RETM is an international journal covering Convergence of the disciplines of advanced materials science, stem cell research, the physical sciences, and areas of developmental biology and clinical translation. This Convergence brings exciting opportunities to translate bench-top research into bedside methods, allowing the possibility of moving beyond maintaining or repairing tissues to regenerating them. All research articles in RETM feature a lay abstract highlighting the relevance and future impact for patients, government and other health officials, and members of the general public. Bridging the gap between the lab and the clinic, the journal also serves as a dedicated platform for showcasing translational research that brings basic scientific research and discoveries into clinical methods and therapies, contributing to the improvement of human health care.

The Journal is by subscription, but will be free to all for the first two years of publication.

“We are now just over a quarter of a century out from the beginning of the field of tissue engineering, and Regenerative Engineering and Translational Medicine is the first journal to challenge us to think beyond traditional comfort zones and Converge fields,” says Dr. Laurencin.

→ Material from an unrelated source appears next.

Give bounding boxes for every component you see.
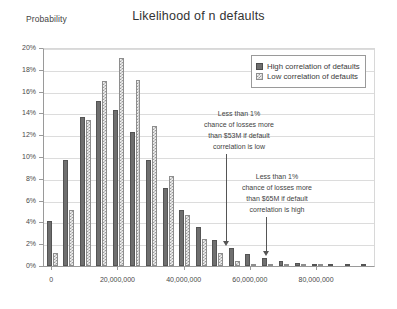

The journal’s first papers have been published and can be read online on SpringerLink. RETM welcomes submissions from BMES members, and more information can be found at www.springer.com/40883. Convergence papers on instructive biomaterials, stimuli-responsive biomaterials, micro- and nano-patterning for regenerative engineering, novel approaches toward regeneration, bioreactor systems and rapid prototyping and bioprinting approaches are particularly welcome.